● **Task statement**
Your output should be exactly the lines from the one containing "At what (x,y)" through the final line of the following data, please, with no pictures.

Records for this exercise START

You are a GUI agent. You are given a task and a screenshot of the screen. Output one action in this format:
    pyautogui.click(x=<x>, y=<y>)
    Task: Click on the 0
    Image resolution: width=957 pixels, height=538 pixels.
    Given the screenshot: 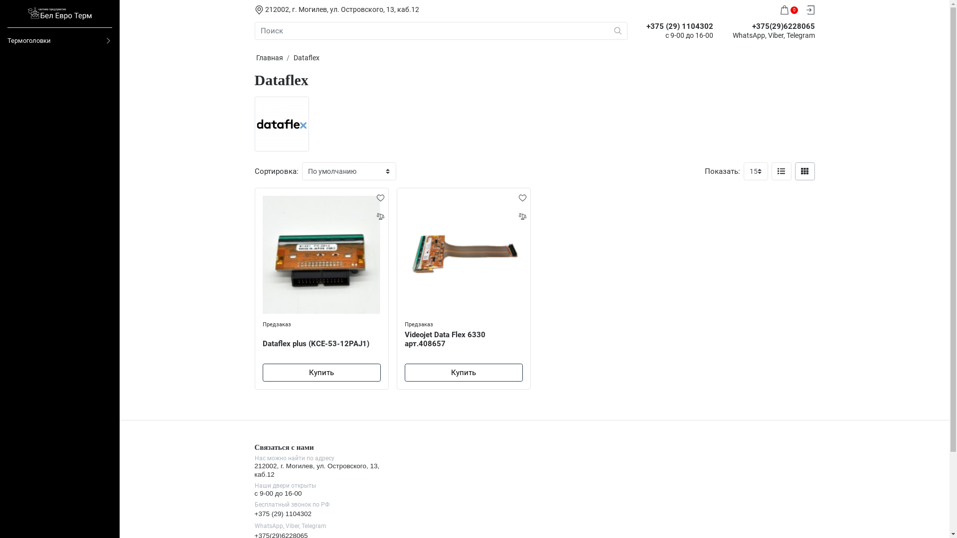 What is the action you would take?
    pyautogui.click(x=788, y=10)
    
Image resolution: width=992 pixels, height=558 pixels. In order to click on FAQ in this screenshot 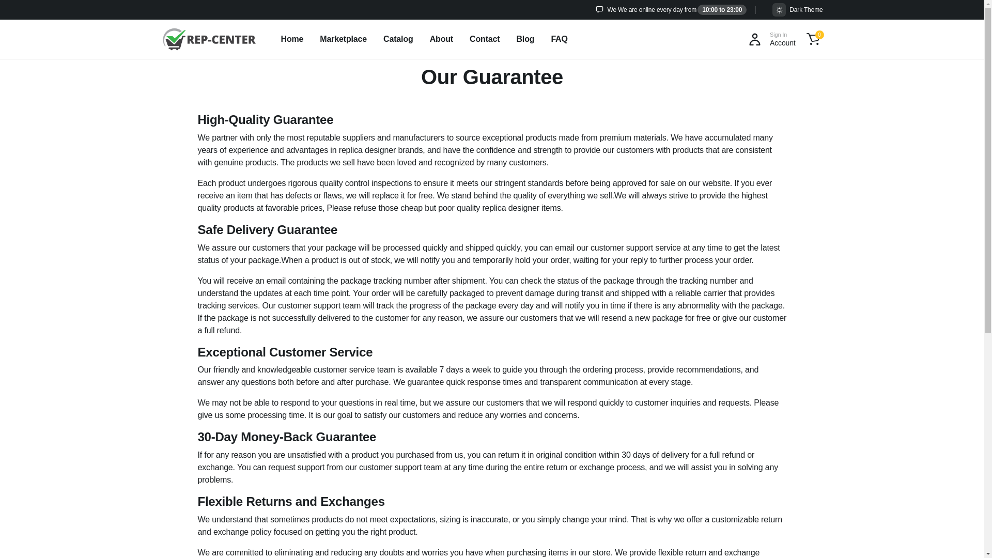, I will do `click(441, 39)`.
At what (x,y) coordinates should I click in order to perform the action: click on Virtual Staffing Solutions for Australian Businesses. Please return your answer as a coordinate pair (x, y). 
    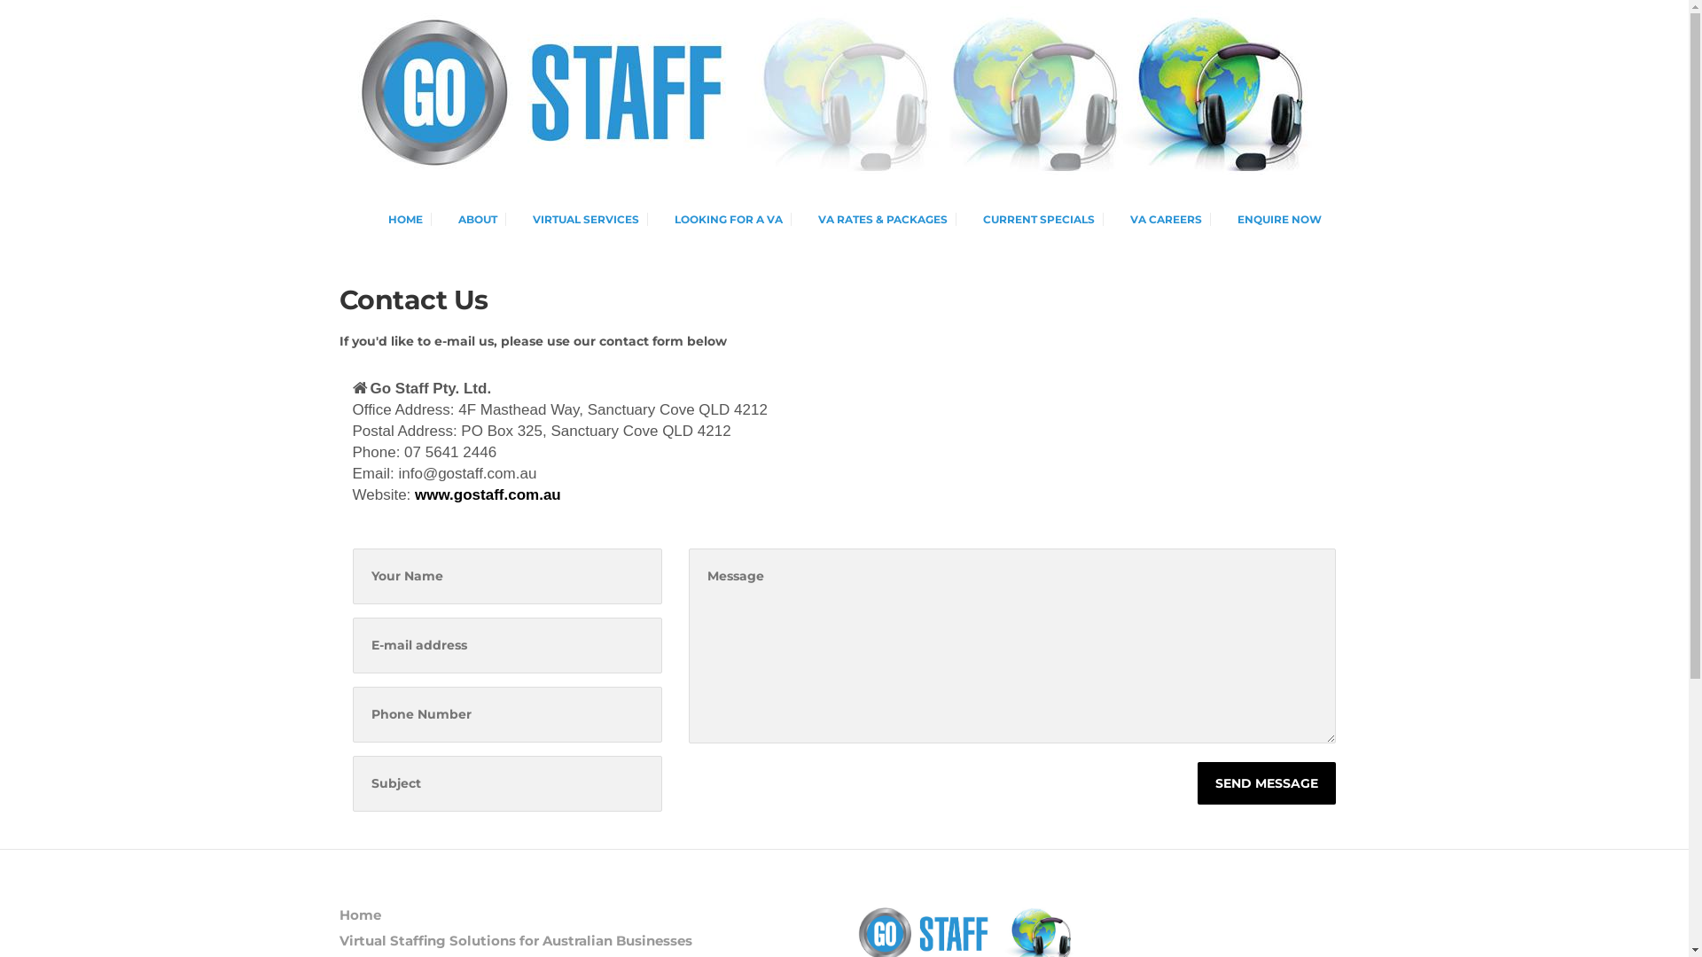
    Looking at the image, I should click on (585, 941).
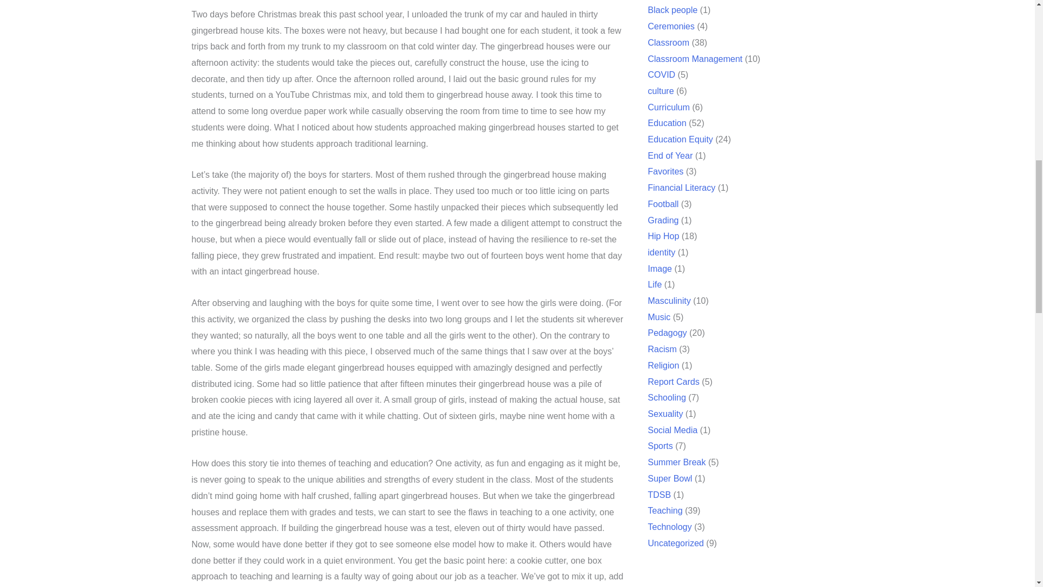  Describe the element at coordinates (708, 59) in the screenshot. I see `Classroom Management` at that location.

Records for this exercise END

● **Result of the exercise**
At what (x,y) coordinates should I click in order to perform the action: click on Virtual Staffing Solutions for Australian Businesses. Please return your answer as a coordinate pair (x, y). 
    Looking at the image, I should click on (585, 941).
  Describe the element at coordinates (708, 59) in the screenshot. I see `Classroom Management` at that location.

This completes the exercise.